4 Tips for Making the Most of Your Hospital’s Mobile Tools
Hospitals are hotbeds of IoT. With constantly mobile patients and caregivers, Wi-Fi is the preferred connection method for the expanded digital environment. Healthcare IT managers may see dozens, hundreds or even thousands of devices roll in each day — all require dependable and secure wireless access.
Here are four tips to ensure that your hospital’s Wi-Fi networks are up to the challenge of patient care:
1. Isolate IoT to Keep Performance High
Don’t let IoT devices share wireless service set identifiers with anything else. For now, IoT devices can share access points — but be on the lookout for density issues and be prepared to increase the number of access points.
Most IoT devices will use older, 2.4-gigahertz (802.11b/g/n) radios, which provide limited bandwidth, so the IoT SSID should be configured with a minimum received signal strength indicator and minimum speeds. This will keep a distant IoT device from using the wrong AP and degrading performance for everyone.
2. Ensure Reliability Meets Hospital Requirements
Wireless networks have slowly evolved from nice to have for staff and guests to mission-critical, especially with patient care devices reporting and controlled via Wi-Fi. IT managers should step back and examine overall system reliability to see if their engineering matches the new requirements.
For example, wireless LAN controllers may need to be reconfigured into high-availability mode, wireless mesh features may need to be enabled, or the wireless LAN may need to be redesigned to eliminate the need for an in-line controller.
3. Secure IoT Devices with Firewalls and Traffic Controls
Protect yourself and your network by isolating the IoT network using security appliances configured with extreme firewall and intrusion prevention system rules. Traffic — both inbound and outbound — must be strictly controlled.
At the WLAN level, enable wireless isolation to block station-to-station communications unless there is a clear need for peer-to-peer traffic. Additionally, lock down outbound traffic to specific IP address ranges and ports needed, and block everything else.
4. Keep Access Simple for Hospital Staff
Once a device is configured with SSID and a WPA2-PSK password, no one wants to revisit that for periodic Wi-Fi updates. IT managers will be lucky if they can get annual password changes; anything more frequent is usually out of the question.
Other access control mechanisms, such as MAC-based authentication, must be layered over WPA2-PSK passwords to help lock down the IoT network. Some devices will support more advanced authentication mechanisms, such as digital certificates or username/password pairs (WPA2-enterprise), but these are rare. IT managers should stick with a simpler, universal WPA2-PSK system and depend on firewalls and application layer encryption instead.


■ REQUIRED WORK:
As the output, give exactly the lines that run from the one with "What do you see at coordinates (1084, 619)" through the end of the records below, and omit pictures.

■ SUPPLIED RECORDS:

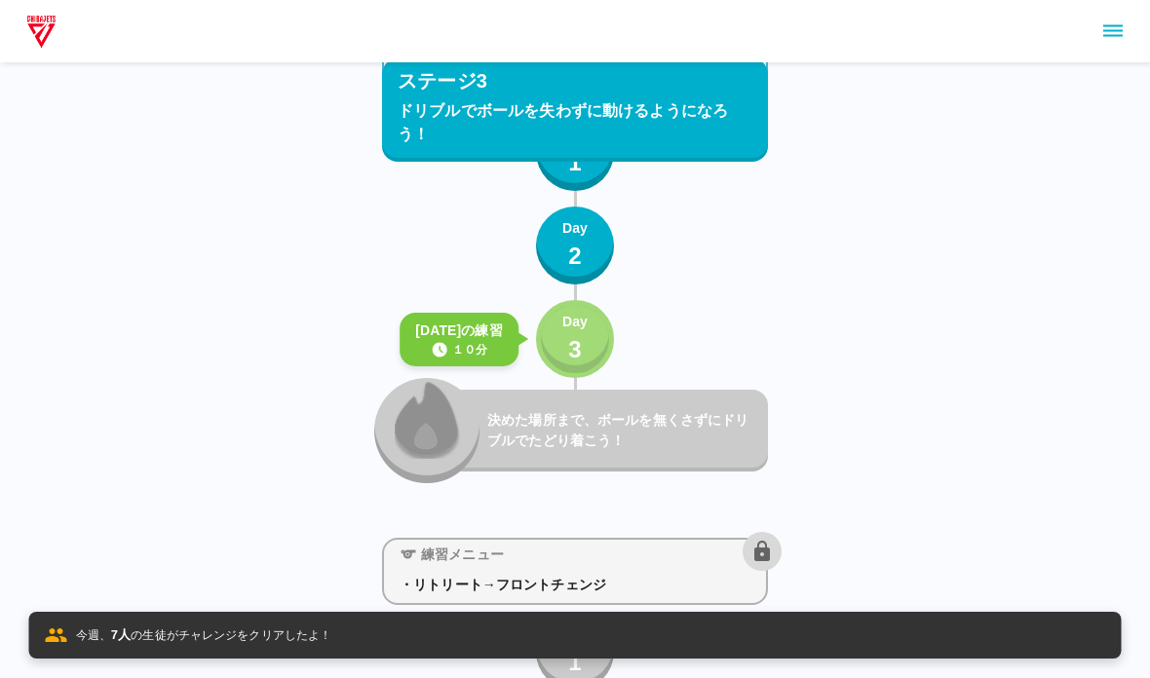  Describe the element at coordinates (575, 350) in the screenshot. I see `p: 3` at that location.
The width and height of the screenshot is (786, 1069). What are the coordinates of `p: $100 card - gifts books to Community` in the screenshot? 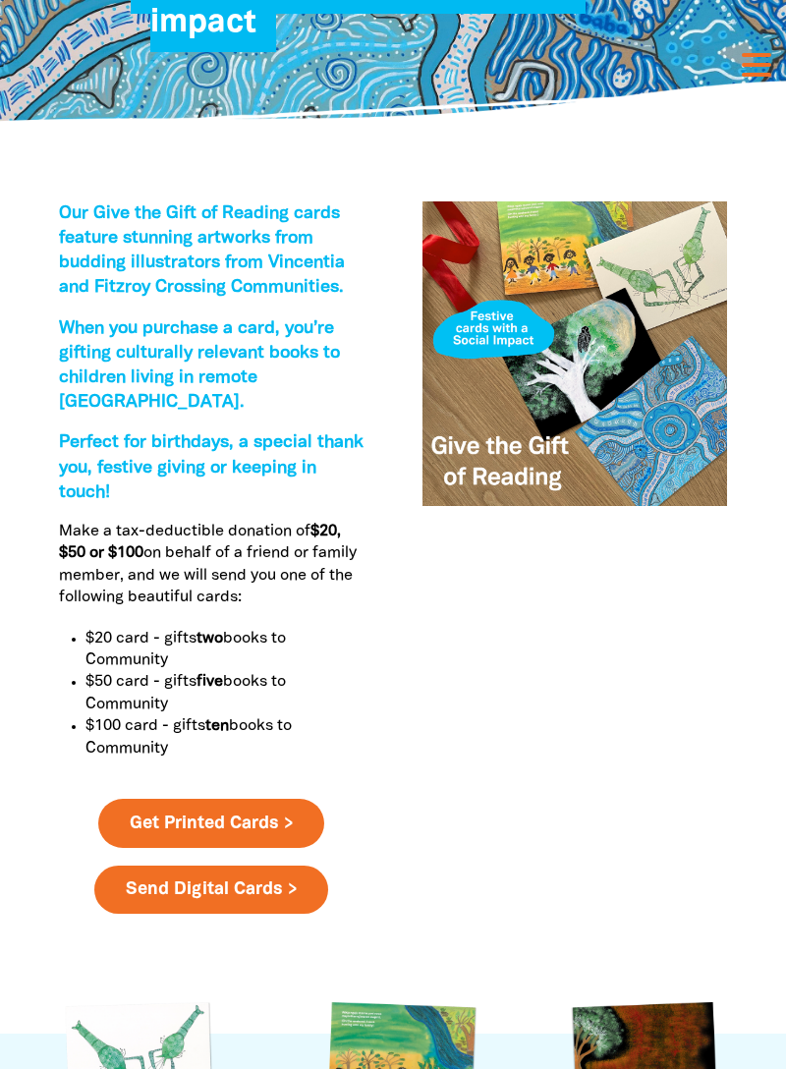 It's located at (224, 737).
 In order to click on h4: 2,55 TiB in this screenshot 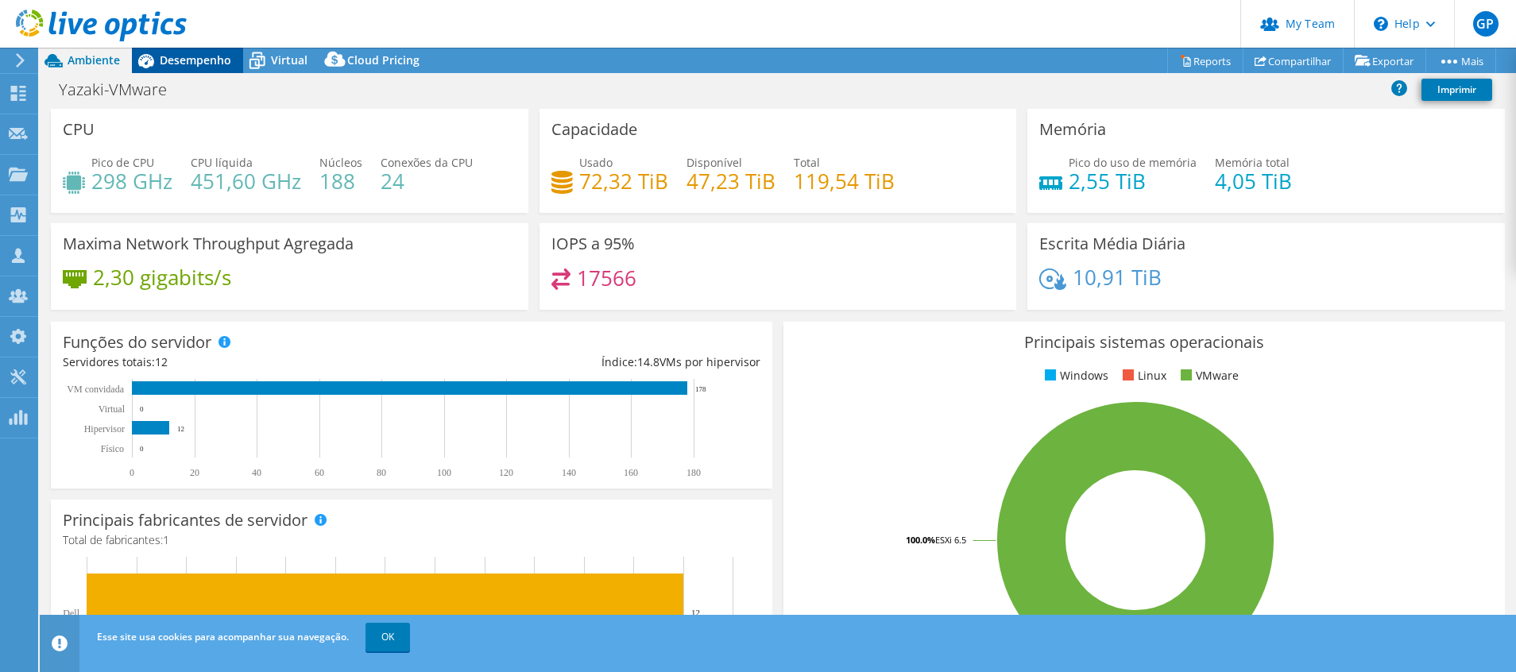, I will do `click(1132, 181)`.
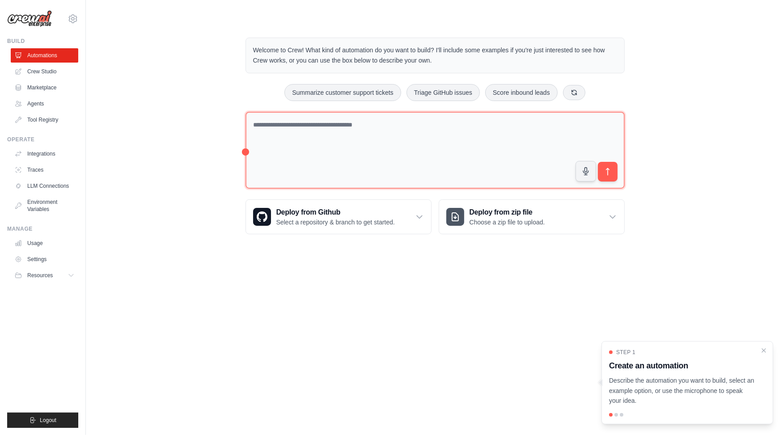  What do you see at coordinates (48, 421) in the screenshot?
I see `span: Logout` at bounding box center [48, 421].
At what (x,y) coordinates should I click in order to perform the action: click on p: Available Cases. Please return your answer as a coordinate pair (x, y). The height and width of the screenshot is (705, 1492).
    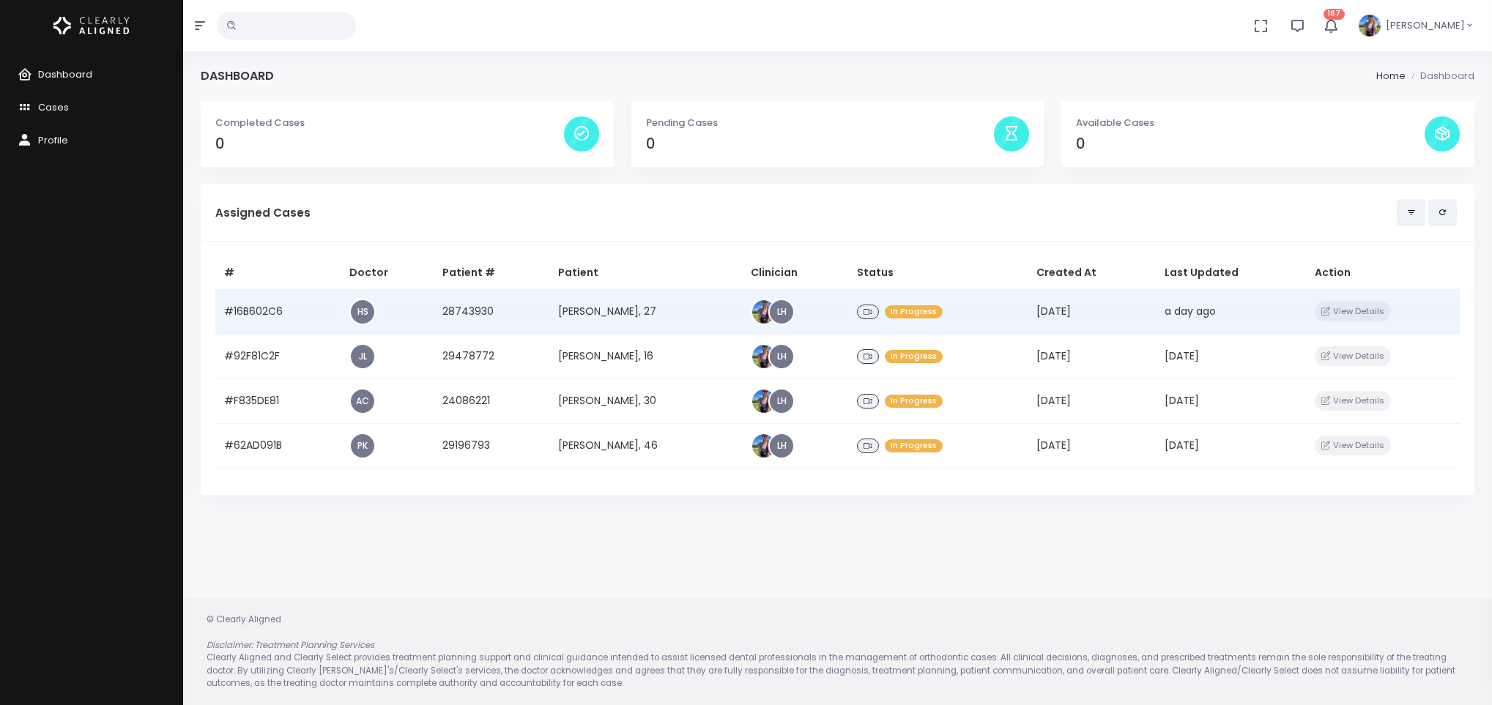
    Looking at the image, I should click on (1250, 123).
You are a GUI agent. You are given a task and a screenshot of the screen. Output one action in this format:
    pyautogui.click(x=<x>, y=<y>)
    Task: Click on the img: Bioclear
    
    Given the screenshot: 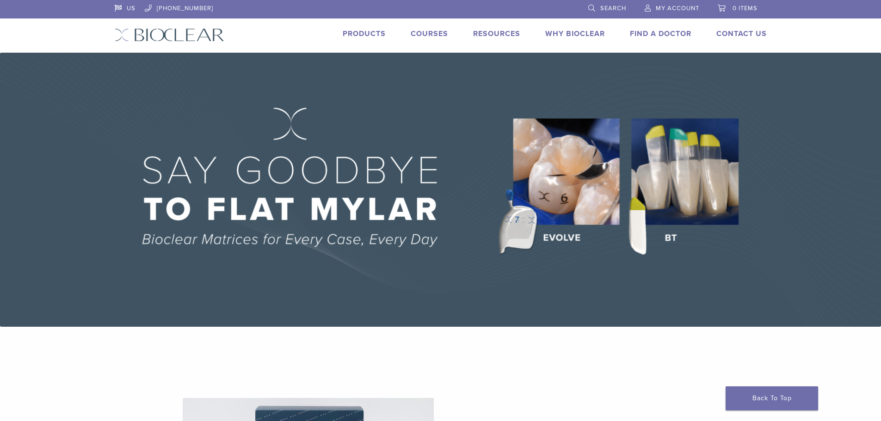 What is the action you would take?
    pyautogui.click(x=169, y=35)
    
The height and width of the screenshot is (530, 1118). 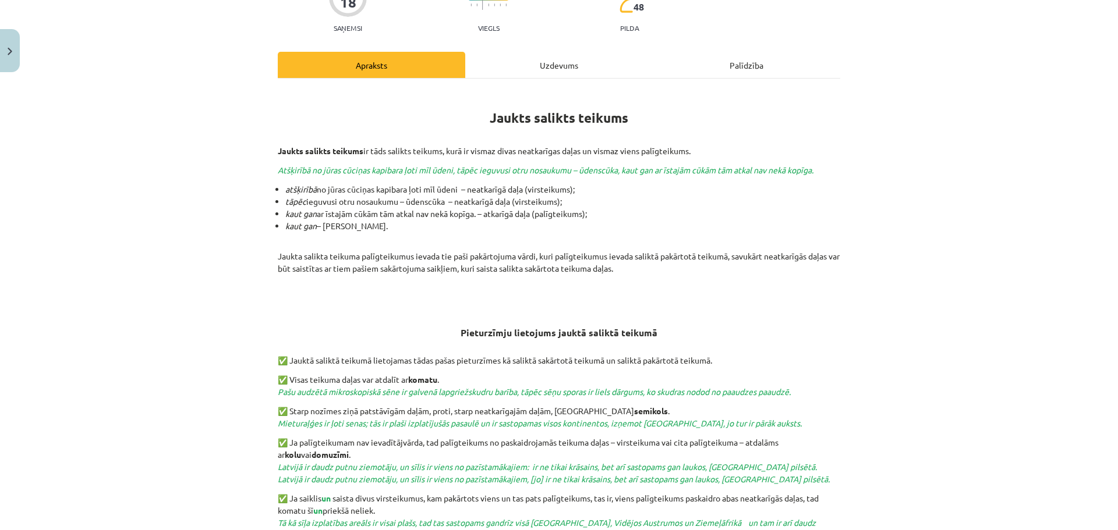 I want to click on strong: kolu, so click(x=293, y=455).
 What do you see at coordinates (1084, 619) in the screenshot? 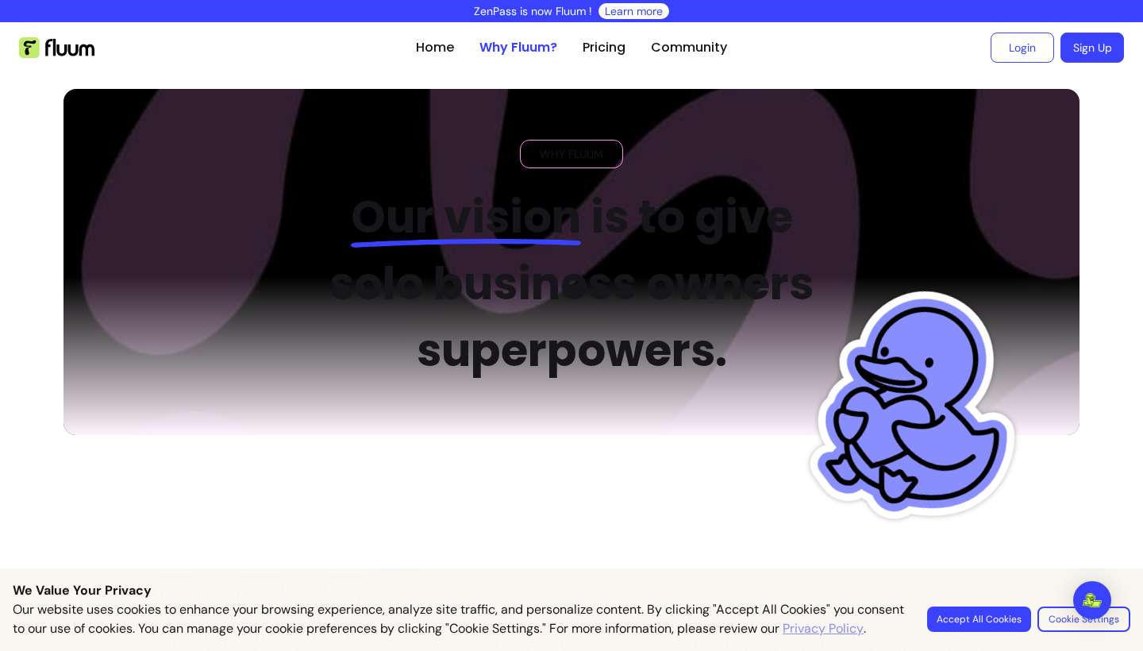
I see `button: Cookie Settings` at bounding box center [1084, 619].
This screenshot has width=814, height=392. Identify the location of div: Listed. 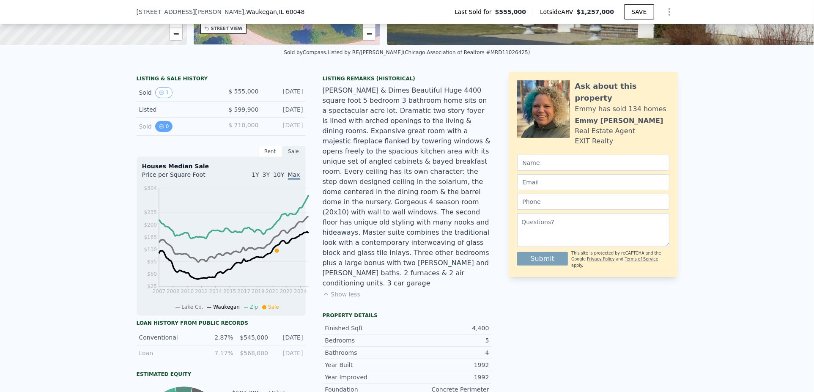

■ WRITTEN SOLUTION:
 What do you see at coordinates (1084, 619) in the screenshot? 
I see `button: Cookie Settings` at bounding box center [1084, 619].
This screenshot has width=814, height=392. Identify the location of div: Listed. 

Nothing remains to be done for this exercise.